FLAG: Finding Line Anomalies (in code) with Generative AI. (arXiv:2306.12643v1 [cs.CR])


FLAG: Finding Line Anomalies (in code) with Generative AI. (arXiv:2306.12643v1 [cs.CR])
By: <a href="http://arxiv.org/find/cs/1/au:+Ahmad_B/0/1/0/all/0/1">Baleegh Ahmad</a>, <a href="http://arxiv.org/find/cs/1/au:+Tan_B/0/1/0/all/0/1">Benjamin Tan</a>, <a href="http://arxiv.org/find/cs/1/au:+Karri_R/0/1/0/all/0/1">Ramesh Karri</a>, <a href="http://arxiv.org/find/cs/1/au:+Pearce_H/0/1/0/all/0/1">Hammond Pearce</a> Posted: June 23, 2023

Code contains security and functional bugs. The process of identifying and
localizing them is difficult and relies on human labor. In this work, we
present a novel approach (FLAG) to assist human debuggers. FLAG is based on the
lexical capabilities of generative AI, specifically, Large Language Models
(LLMs). Here, we input a code file then extract and regenerate each line within
that file for self-comparison. By comparing the original code with an
LLM-generated alternative, we can flag notable differences as anomalies for
further inspection, with features such as distance from comments and LLM
confidence also aiding this classification. This reduces the inspection search
space for the designer. Unlike other automated approaches in this area, FLAG is
language-agnostic, can work on incomplete (and even non-compiling) code and
requires no creation of security properties, functional tests or definition of
rules. In this work, we explore the features that help LLMs in this
classification and evaluate the performance of FLAG on known bugs. We use 121
benchmarks across C, Python and Verilog; with each benchmark containing a known
security or functional weakness. We conduct the experiments using two state of
the art LLMs in OpenAI’s code-davinci-002 and gpt-3.5-turbo, but our approach
may be used by other models. FLAG can identify 101 of the defects and helps
reduce the search space to 12-17% of source code.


● **PROBLEM TO SOLVE**
Would you retype exactly the lines below, from the one containing "This screenshot has width=1134, height=639." through the end of the entries, both ends included, but not the pictures?

------ STORED DATA ------

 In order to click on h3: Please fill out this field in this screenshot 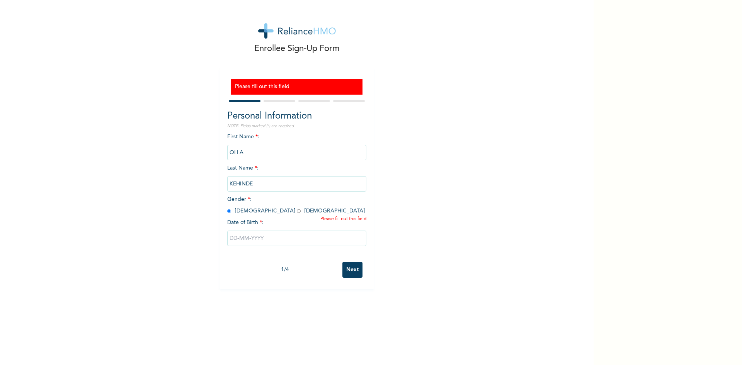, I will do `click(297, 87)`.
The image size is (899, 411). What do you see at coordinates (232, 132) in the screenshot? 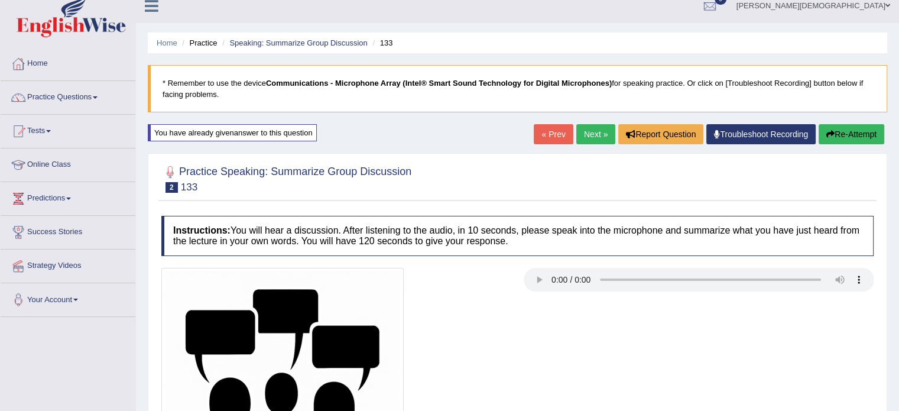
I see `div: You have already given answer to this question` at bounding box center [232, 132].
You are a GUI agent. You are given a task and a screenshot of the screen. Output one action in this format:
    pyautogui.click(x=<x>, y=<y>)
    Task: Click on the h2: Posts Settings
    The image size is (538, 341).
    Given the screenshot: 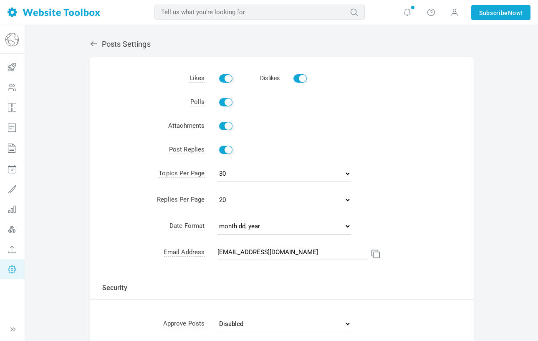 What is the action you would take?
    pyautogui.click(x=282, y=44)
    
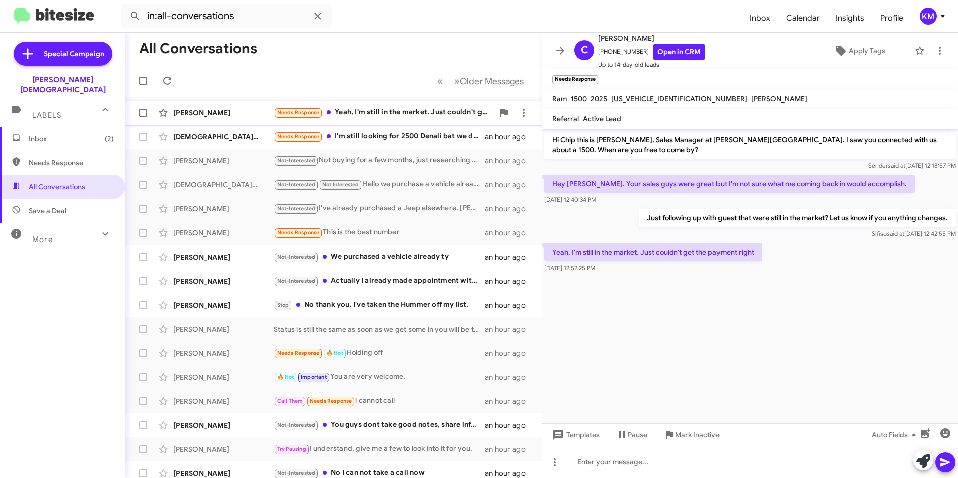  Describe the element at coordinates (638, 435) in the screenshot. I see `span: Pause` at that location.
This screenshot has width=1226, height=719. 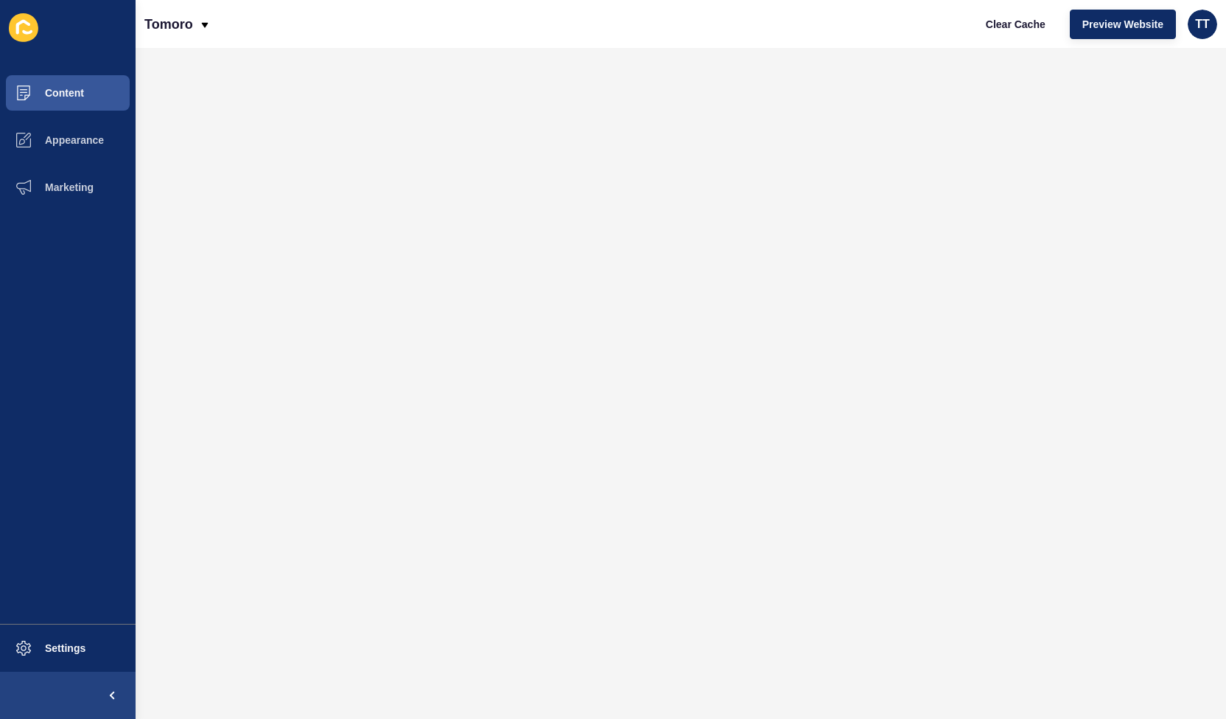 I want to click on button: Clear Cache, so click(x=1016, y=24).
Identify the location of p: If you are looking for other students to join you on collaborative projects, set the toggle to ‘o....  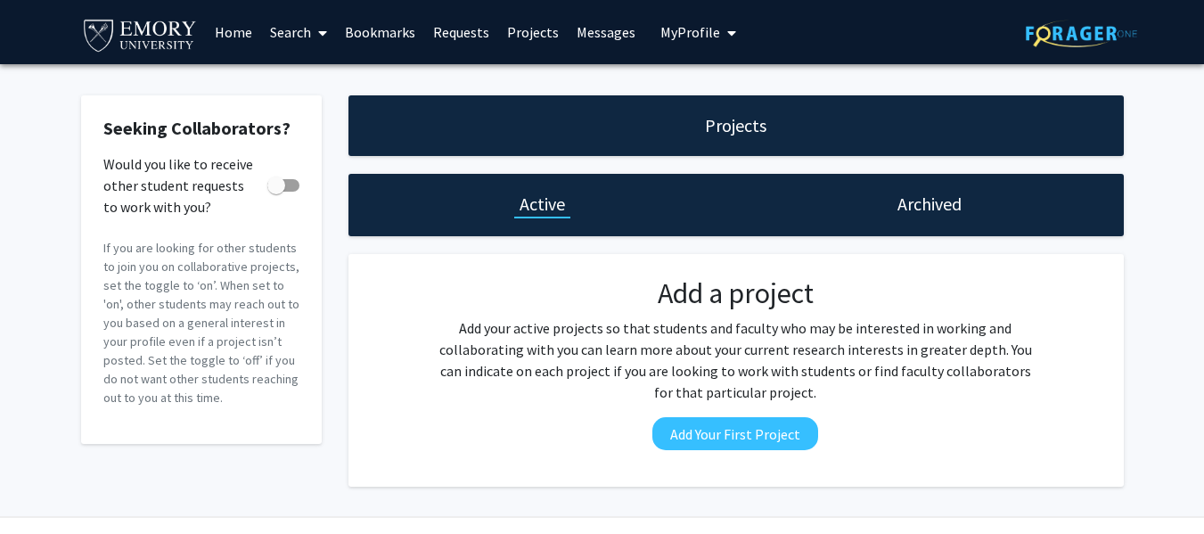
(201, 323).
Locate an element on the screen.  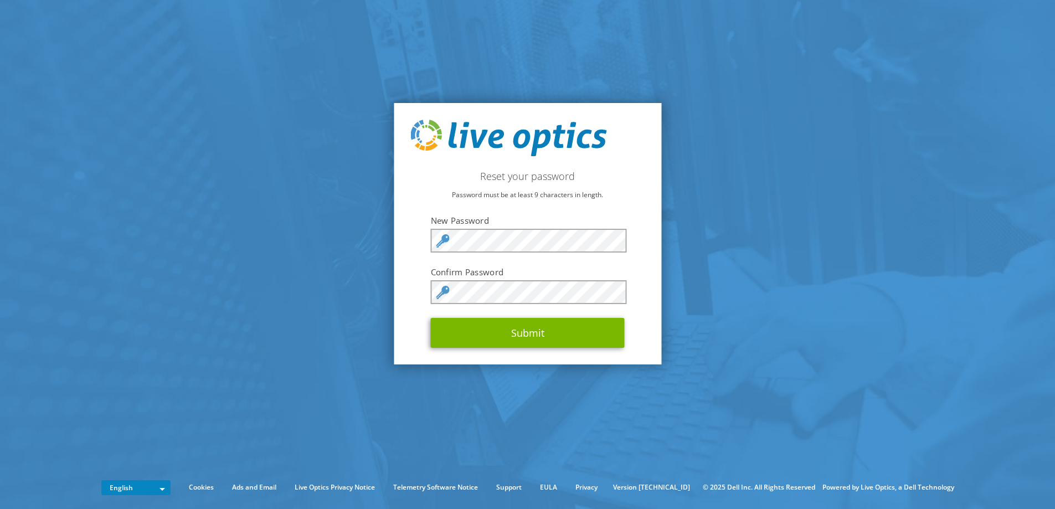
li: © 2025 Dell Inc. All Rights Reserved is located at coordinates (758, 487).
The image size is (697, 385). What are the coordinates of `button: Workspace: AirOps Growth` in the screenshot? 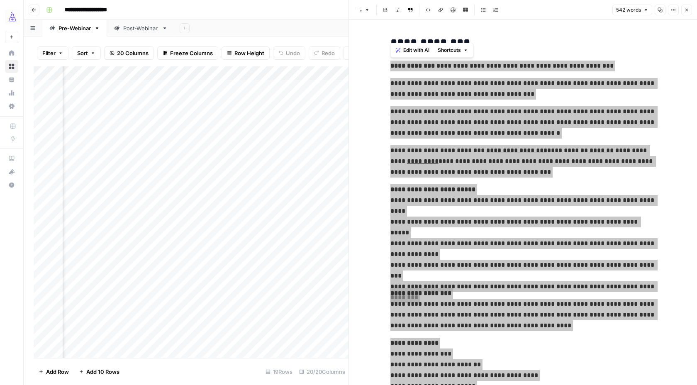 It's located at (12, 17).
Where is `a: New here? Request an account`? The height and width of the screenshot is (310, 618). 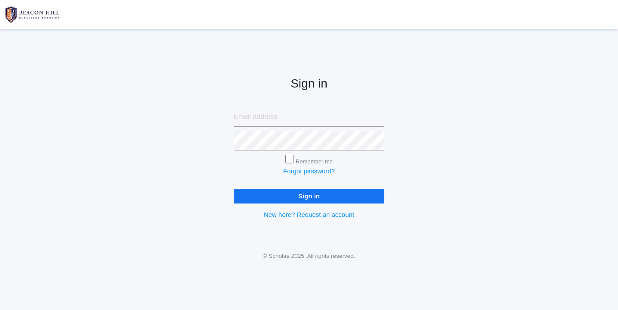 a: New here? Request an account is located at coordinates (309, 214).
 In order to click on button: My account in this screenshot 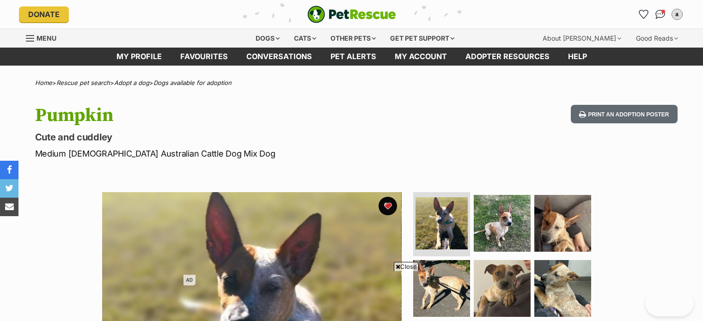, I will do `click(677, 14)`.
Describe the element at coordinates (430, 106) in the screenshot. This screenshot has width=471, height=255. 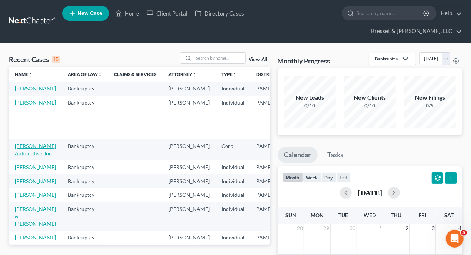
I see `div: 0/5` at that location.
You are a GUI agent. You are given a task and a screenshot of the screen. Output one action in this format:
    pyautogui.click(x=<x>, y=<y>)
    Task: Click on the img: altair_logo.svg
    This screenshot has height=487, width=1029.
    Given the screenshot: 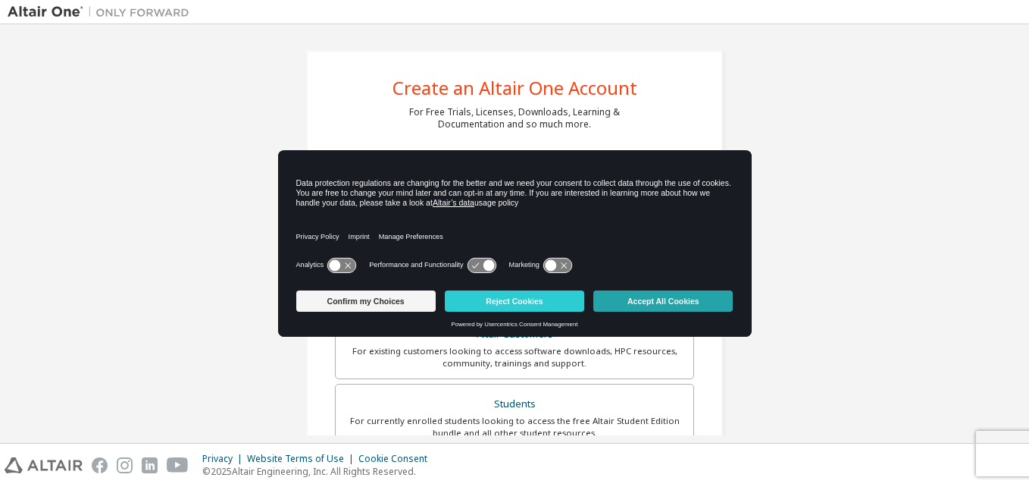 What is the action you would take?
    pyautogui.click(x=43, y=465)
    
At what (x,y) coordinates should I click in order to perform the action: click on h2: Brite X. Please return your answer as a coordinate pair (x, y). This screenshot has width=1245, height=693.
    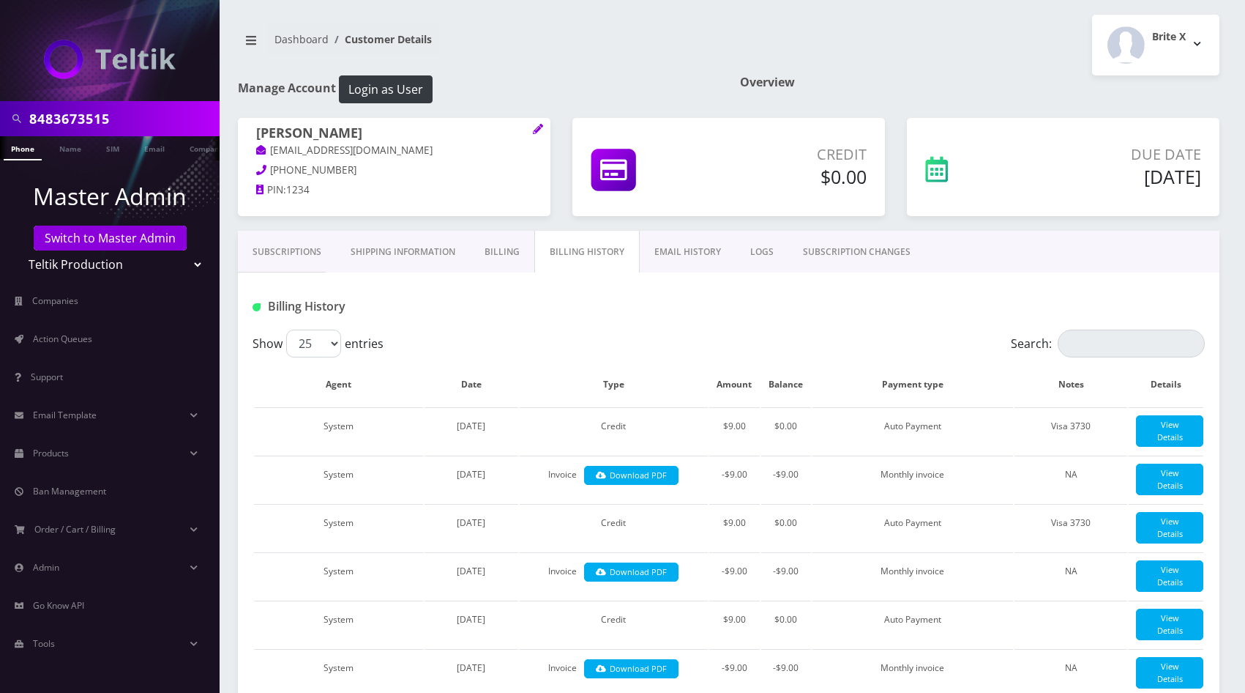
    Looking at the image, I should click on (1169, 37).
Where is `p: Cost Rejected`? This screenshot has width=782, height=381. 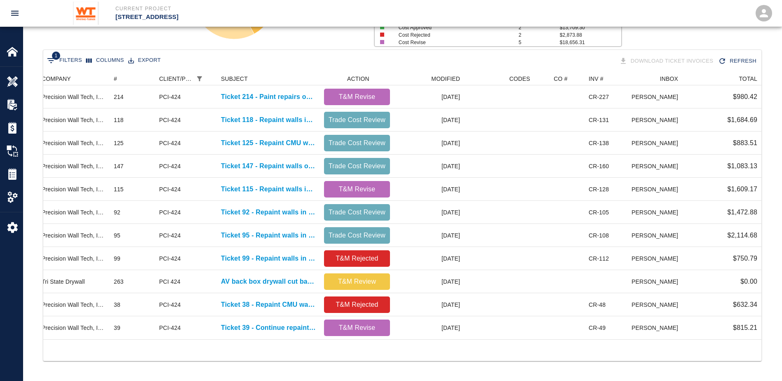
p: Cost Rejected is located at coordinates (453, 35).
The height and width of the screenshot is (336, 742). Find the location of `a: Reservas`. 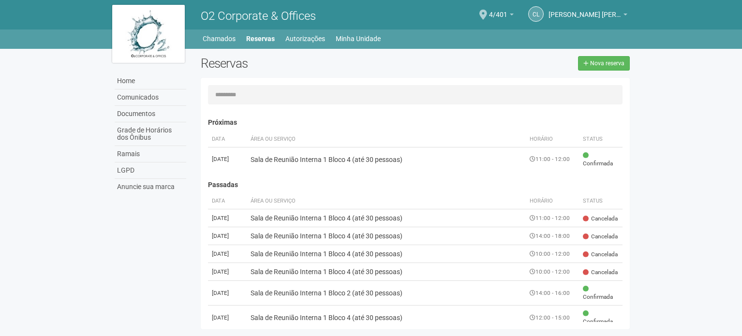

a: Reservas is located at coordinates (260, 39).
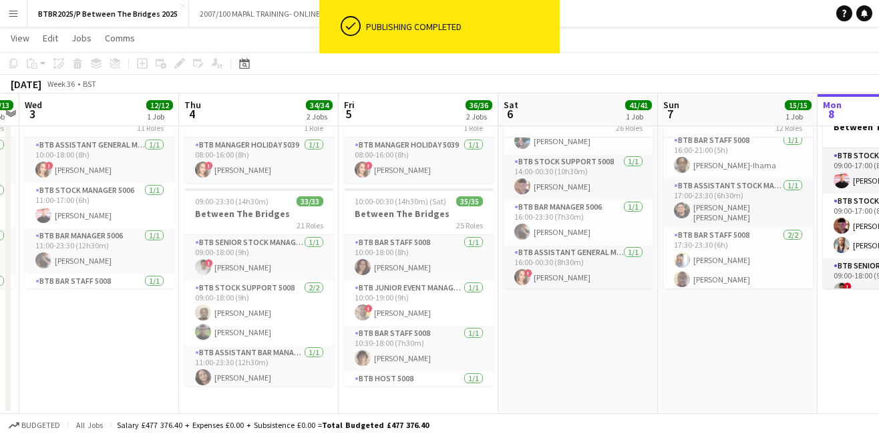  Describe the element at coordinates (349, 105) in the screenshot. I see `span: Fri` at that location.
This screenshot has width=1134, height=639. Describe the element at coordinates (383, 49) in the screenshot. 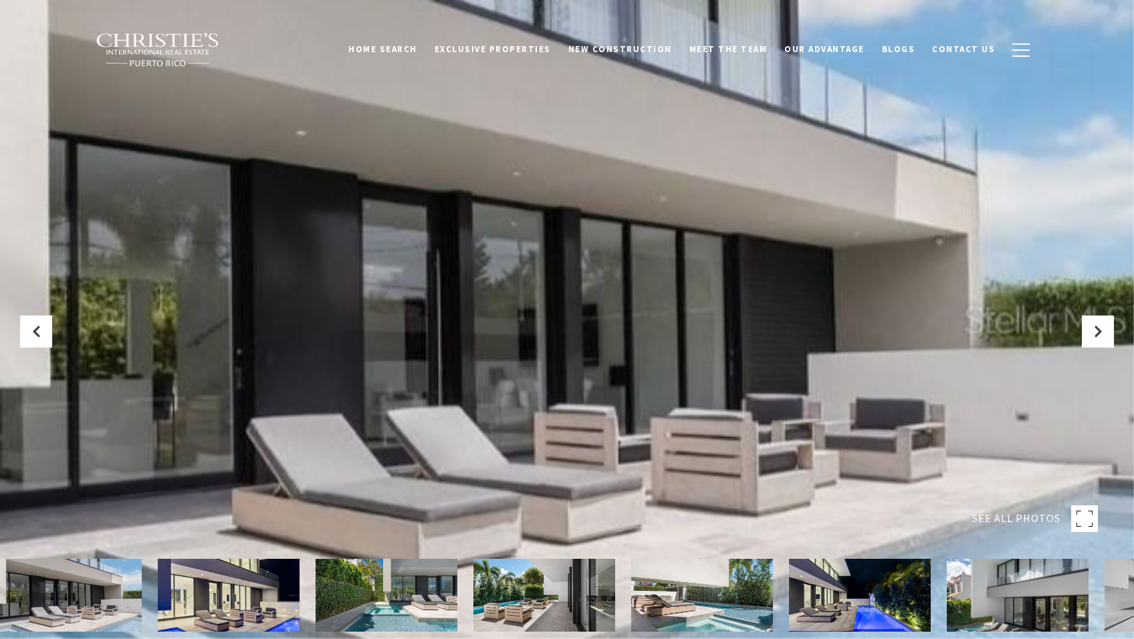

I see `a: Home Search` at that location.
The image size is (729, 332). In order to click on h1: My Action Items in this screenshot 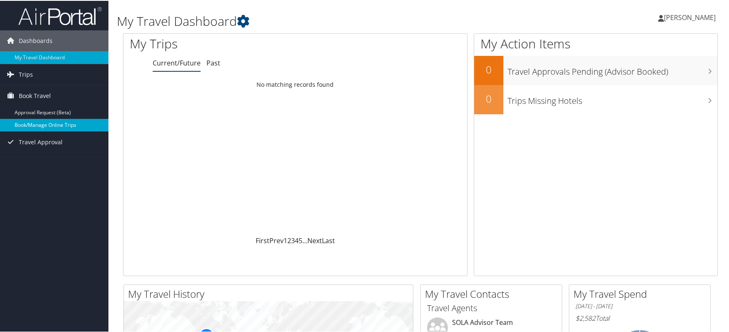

------

● **ANSWER SECTION**
This screenshot has width=1134, height=639. Describe the element at coordinates (383, 49) in the screenshot. 

I see `a: Home Search` at that location.
The image size is (729, 332). In order to click on h1: My Action Items in this screenshot 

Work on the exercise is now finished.